In Alabama Case, U.S. Supreme Court Invalidates Key Provision of the Voting Rights Act

06.25.13

Today, the United States Supreme Court in Shelby County v. Holder, No. 12-96, struck down Section 4 of the Voting Rights Act and effectively gutted one of the nation’s most important and successful civil rights laws.

The Voting Rights Act of 1965 (VRA) “is no ordinary legislation,” Justice Ruth Bader Ginsburg wrote in her dissent, joined by Justices Stephen G. Breyer, Sonia Sotomayor, and Elena Kagan. She summarized her opinion from the bench today in an unusual expression of deep disagreement. “It is extraordinary because Congress embarked on a mission long delayed and of extraordinary importance: to realize the purpose and promise of the Fifteenth Amendment,” which barred racial discrimination in voting and authorized Congress to enforce it.

The VRA has successfully blocked voting discrimination by requiring approval from the Justice Department or a federal court for all changes to voting laws in the regions of the country with the most aggravated records of rank discrimination against minority voting rights. Section 5 contains the “preclearance” requirement; Section 4 is the “coverage formula” that determines which jurisdictions must obtain preclearance. Today’s decision struck down only Section 4 but without it, Section 5 is meaningless — unless Congress passes new legislation for determining which states would be covered.

Chief Justice John G. Roberts delivered the majority opinion, joined by Justices Antonin Scalia, Anthony M. Kennedy, Clarence Thomas and Samuel A. Alito. The majority ruled that Section 4 is unconstitutional, reasoning that the formula devised in 1965 and since revised and extended several times by Congress is invalid because “[t]he conditions that originally justified these measures no longer characterize voting in the covered jurisdictions.”

Chief Justice Roberts wrote that, since 1965, “largely because of the Voting Rights Act, voting tests were abolished, disparities in voter registration and turnout due to race were erased, and African-Americans attained political office in record numbers.” Although the Court usually defers to Congress in these matters, the majority concluded that when Congress reauthorized the law in 2006, it ignored these developments and left in place a formula “based on 40-year-old facts having no relationship to the present day.”

Yet voting discrimination – and the need for the VRA – continues in the present day, the dissenters pointed out. Indeed, “jurisdictions covered by the preclearance requirement continued to submit, in large numbers, proposed changes to voting laws that the Attorney General declined to approve, auguring that barriers to minority voting would quickly resurface were the preclearance remedy eliminated.”

And first-generation forms of discrimination like voting tests and poll taxes have receded only to be supplanted by second-generation barriers, such as racial gerrymandering (redrawing legislative districts in an “effort to segregate the races for purposes of voting”) and at-large voting in cities with a sizable Black minority (which effectively eliminates the potency of the minority’s votes by permitting the overall majority to control the election of each city council member).

“The sad irony of today’s decision lies in its utter failure to grasp why the VRA has proven effective,” wrote Justice Ginsburg. “The Court appears to believe that the VRA’s success in eliminating the specific devices extant in 1965 means that preclear­ance is no longer needed. With that belief, and the argument derived from it, history repeats itself.”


TASK BRIEF ▸
Report back every line from the entries below in which the word "ffffff" occurs.

RECORD SET ▸

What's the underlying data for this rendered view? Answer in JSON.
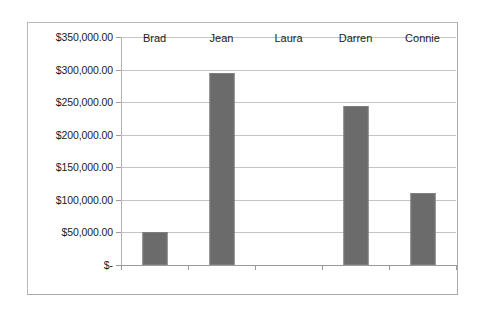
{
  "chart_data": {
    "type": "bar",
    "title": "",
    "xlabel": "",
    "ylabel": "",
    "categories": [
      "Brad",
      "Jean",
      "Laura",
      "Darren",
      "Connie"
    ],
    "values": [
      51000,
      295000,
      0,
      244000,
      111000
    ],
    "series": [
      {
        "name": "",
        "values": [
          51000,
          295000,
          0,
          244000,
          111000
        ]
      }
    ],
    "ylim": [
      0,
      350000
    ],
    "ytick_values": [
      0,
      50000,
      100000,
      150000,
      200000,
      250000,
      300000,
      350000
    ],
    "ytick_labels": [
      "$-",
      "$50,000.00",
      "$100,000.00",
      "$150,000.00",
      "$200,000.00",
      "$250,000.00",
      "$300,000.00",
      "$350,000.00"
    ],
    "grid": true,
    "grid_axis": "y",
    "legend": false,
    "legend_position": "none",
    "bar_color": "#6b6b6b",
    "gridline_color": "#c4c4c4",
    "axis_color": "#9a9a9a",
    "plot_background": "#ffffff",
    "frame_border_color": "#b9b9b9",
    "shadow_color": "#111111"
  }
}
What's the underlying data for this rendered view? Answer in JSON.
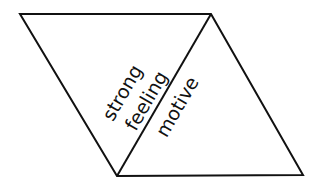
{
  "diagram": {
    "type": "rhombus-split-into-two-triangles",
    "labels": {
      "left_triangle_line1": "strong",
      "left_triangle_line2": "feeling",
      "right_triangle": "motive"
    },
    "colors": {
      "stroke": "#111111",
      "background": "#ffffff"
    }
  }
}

YOUR SOLUTION ▸
    "plot_background": "#ffffff",
      "background": "#ffffff"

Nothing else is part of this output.